Remnants of literacy or why literacy may not matter any more.
Presenter: Jerry Zaslove, BCIT and SFU
On-line teaching takes place through the simulated universe of the new technology (Baudrillard, Turkle, Bakhtin et. al.) This creates difficult problems for transmitting the cultural and aesthetic literacy that humanities and liberal studies teaching have understood traditionally as the study of valuable texts that were negotiated and experienced through the craft-traditional even haptic interaction with speaking and writing individuals. It is necessary to come to some consensus that the neo-literacy of technology swims within the incommensurable community that faces the remnants of aesthetic literacy and the loss of face-to-face interaction. What does this mean for cultural historians? What is lost or gained? I will outline some of the different aspects of the difficulties of on-line teaching in a simulated and incommensurable community that learns through quasi-‘Gnostic’ technology. Cultural historians cannot avoid that literacy is still a social and an ethical issue and that the re-Feudalization of society along lines of privilege, alienated labor and “second order illiteracy” (Enzensberger) is a going concern of the virtual world. If not defined correctly literacy “will not matter anymore”. The emergence of the term as a ‘catch-all’ term indicates that there is some problem in the humanities in understanding what it is supposed to mean.
Literacy and the prospects for autonomy.
Presenter: Michael Bourke, BCIT
Our understanding of literacy should be informed by a plausible theory of language, at least if our intent is to regard ‘literacy’ as referring to the ability of language users to understand the texts of the natural language in which they are said to be literate. After presenting two competing approaches to language theory, I shall suggest how the most promising of the two leads us to see a close connection between concepts of literacy and autonomy. This contention lays itself open to Harvey Graff’s literacy-myth critique, which resists the temptation to infer such lofty concepts as autonomy from the kind of ability supposed by literacy. I plan to show that, while Graff is right to challenge many grandiose and complacent definitions of ‘literacy,’ the term is a stranger prodigy than he imagines, and that his efforts to contain the term misconstrue the kind of the linguistic ability to which it refers.
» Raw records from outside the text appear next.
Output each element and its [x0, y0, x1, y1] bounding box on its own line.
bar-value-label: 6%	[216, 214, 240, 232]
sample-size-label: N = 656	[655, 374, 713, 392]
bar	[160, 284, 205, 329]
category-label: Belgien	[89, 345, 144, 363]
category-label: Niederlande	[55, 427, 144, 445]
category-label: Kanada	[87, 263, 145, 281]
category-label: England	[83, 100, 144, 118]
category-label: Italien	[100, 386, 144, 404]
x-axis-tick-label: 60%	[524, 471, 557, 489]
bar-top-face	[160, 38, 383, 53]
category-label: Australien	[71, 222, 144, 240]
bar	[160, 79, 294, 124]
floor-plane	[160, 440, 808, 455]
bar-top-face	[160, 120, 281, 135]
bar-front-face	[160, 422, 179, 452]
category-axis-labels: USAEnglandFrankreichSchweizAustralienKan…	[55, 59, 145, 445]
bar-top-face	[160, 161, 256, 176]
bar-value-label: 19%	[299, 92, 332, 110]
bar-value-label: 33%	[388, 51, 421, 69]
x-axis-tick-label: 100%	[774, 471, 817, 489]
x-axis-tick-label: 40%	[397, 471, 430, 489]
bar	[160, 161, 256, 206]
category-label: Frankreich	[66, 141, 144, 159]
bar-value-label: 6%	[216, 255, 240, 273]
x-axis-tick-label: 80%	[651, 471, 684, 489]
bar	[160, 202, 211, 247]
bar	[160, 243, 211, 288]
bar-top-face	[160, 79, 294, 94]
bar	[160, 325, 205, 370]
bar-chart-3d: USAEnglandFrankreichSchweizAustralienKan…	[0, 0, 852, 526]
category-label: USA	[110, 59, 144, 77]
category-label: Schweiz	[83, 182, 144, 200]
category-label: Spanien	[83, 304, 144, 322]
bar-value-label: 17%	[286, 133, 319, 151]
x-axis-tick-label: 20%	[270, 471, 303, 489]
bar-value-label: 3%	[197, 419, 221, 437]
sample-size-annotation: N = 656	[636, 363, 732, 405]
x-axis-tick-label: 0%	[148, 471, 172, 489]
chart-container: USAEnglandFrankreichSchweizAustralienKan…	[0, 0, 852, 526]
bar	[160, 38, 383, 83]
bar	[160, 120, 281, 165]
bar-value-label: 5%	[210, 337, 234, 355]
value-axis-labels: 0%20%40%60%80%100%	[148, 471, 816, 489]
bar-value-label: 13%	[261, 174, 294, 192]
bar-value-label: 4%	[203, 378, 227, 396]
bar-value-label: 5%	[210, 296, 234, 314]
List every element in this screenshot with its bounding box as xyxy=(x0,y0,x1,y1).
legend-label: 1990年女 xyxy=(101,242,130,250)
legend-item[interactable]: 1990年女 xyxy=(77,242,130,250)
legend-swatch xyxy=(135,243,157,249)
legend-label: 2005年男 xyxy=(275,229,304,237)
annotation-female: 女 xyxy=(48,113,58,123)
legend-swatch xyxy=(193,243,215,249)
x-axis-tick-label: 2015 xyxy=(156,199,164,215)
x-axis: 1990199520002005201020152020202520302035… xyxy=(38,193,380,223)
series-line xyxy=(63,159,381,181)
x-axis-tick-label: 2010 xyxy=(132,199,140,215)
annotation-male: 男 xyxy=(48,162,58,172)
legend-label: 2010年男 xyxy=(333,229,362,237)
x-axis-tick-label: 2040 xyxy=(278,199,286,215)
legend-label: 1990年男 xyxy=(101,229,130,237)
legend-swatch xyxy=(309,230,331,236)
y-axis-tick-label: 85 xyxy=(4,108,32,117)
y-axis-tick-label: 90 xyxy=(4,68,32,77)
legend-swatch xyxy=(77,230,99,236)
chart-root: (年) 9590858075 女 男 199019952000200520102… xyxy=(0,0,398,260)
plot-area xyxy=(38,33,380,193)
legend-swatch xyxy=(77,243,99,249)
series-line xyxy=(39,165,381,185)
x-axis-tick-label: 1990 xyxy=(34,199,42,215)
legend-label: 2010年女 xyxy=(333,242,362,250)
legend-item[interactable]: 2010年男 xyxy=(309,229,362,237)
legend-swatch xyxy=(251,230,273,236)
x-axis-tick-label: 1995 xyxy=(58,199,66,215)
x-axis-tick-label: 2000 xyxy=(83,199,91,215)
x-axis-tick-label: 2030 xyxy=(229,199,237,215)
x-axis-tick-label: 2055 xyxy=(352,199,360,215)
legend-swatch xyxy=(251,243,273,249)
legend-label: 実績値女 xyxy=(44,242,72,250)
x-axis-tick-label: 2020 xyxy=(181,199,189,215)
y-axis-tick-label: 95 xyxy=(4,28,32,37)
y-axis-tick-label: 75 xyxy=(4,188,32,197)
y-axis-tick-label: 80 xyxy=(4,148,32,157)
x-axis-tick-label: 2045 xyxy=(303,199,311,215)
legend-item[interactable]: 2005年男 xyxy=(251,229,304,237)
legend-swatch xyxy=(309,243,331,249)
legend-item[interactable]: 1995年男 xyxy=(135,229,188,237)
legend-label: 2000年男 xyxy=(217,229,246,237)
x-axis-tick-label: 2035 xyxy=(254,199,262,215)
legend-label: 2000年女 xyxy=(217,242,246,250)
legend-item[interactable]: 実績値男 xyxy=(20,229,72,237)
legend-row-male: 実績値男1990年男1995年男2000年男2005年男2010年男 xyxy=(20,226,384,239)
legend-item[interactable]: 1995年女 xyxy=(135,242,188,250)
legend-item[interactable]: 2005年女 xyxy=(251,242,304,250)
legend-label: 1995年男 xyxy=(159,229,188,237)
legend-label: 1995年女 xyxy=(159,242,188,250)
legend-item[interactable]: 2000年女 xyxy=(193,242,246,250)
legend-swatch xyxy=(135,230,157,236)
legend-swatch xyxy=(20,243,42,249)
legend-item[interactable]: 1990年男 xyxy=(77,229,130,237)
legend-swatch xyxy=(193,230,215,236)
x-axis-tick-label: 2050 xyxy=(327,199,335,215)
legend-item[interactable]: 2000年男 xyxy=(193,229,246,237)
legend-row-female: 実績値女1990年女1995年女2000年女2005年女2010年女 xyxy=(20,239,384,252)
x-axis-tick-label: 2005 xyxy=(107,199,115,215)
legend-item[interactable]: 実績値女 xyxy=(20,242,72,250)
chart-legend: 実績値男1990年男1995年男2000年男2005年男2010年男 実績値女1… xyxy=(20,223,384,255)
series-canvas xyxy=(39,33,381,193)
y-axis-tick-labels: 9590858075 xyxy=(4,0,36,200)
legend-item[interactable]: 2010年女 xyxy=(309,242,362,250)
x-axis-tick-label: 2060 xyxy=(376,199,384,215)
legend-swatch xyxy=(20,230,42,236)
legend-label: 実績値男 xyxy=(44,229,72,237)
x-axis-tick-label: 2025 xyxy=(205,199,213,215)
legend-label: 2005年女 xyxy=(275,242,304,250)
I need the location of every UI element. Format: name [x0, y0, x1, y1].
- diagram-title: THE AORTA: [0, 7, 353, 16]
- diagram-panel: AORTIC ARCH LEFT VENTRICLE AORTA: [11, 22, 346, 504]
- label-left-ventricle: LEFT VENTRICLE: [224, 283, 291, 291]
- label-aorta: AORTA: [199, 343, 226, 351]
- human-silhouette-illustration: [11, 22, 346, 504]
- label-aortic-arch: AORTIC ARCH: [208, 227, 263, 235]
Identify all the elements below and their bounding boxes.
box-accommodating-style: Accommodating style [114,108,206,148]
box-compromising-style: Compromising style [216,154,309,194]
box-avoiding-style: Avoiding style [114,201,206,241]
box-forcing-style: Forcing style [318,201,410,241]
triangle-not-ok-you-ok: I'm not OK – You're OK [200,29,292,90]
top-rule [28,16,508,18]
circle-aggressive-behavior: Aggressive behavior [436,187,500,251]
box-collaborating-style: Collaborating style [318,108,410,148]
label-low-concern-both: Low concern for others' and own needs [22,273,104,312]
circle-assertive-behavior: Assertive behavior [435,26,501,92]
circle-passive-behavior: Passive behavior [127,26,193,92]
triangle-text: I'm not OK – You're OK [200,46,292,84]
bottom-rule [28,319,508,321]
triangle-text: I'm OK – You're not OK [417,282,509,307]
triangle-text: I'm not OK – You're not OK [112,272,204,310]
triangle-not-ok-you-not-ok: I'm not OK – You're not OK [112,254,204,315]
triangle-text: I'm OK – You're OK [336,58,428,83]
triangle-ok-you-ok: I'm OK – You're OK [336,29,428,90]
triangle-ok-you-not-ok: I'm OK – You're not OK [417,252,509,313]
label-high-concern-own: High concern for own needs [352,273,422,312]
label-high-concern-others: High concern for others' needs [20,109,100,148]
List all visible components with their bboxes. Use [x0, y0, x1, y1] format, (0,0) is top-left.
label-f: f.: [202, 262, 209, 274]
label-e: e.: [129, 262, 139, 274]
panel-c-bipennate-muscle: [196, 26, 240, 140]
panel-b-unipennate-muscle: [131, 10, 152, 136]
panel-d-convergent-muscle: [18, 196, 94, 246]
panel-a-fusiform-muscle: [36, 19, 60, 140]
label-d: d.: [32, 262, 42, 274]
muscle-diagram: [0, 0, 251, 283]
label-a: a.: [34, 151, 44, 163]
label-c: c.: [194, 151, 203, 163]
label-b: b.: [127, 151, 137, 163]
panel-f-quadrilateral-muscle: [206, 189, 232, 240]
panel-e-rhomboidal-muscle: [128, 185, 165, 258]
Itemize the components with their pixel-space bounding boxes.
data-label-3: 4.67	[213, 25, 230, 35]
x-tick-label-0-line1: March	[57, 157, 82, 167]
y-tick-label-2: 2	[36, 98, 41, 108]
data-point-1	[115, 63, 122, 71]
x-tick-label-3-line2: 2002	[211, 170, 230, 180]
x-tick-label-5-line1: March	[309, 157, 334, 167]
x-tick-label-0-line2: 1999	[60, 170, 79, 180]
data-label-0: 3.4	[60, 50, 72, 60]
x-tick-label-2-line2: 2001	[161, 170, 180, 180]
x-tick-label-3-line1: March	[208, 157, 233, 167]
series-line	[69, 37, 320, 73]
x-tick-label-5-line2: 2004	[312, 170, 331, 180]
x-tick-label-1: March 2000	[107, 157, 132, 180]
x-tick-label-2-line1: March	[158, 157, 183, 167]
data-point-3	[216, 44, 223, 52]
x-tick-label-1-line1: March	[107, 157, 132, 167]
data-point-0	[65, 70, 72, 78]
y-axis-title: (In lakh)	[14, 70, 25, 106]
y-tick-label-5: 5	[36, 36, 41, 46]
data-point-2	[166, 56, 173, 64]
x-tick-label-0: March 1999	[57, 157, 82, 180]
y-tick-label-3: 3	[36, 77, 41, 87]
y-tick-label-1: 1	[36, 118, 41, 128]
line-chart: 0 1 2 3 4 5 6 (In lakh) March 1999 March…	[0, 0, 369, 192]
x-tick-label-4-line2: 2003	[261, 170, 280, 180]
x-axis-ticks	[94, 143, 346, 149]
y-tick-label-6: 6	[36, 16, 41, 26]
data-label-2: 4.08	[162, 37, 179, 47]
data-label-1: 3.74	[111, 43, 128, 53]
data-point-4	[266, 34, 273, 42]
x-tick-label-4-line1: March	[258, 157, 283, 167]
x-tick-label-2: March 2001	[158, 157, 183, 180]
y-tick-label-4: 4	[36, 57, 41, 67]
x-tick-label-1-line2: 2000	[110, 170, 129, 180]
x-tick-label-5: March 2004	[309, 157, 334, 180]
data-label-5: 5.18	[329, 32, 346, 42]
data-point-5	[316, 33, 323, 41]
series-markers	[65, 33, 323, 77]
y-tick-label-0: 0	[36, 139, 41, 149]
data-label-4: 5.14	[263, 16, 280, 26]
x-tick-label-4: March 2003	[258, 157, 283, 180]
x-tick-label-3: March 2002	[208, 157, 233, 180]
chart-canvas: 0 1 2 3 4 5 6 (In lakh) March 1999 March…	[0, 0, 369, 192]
How does the technological epoch affect ethical dimensions of literacy? A review of legitimate textual borrowing.
Presenter: Nasrin Kowkabi, UBC
The purpose of this paper is to provide a brief review of the present challenges in maintaining ethical aspects of textual borrowing in written works of students in a technological society and suggest further studies in this domain. For years, appropriate textual borrowing has been considered as a global norm (Pennycook 1996) in literacy and its violation has been related to a host of other influential factors. Such a violation regarded as ‘textual plagiarism’ (Pecorari 2003) in an educational setting embodies different aspects calling attention to the significance of learning context, culture, educational level, and -the most recent one- digital technology development. On one hand, some scholars have investigated the salient reverse role of technology, specifically internet (Colvin 2007, Medding 2010) on maintaining appropriate textual borrowing. On the other hand, many students take the view that the ‘traditional’ concept of inappropriate use of source texts needs to go under modifications (Ma, Wan, and Lu 2008). With a growing dominance of online world, legitimate vs. illegitimate textual borrowing continues to be challenged in other dimensions and scholars find themselves in a dilemma of applying traditional measures and standards in this new epoch.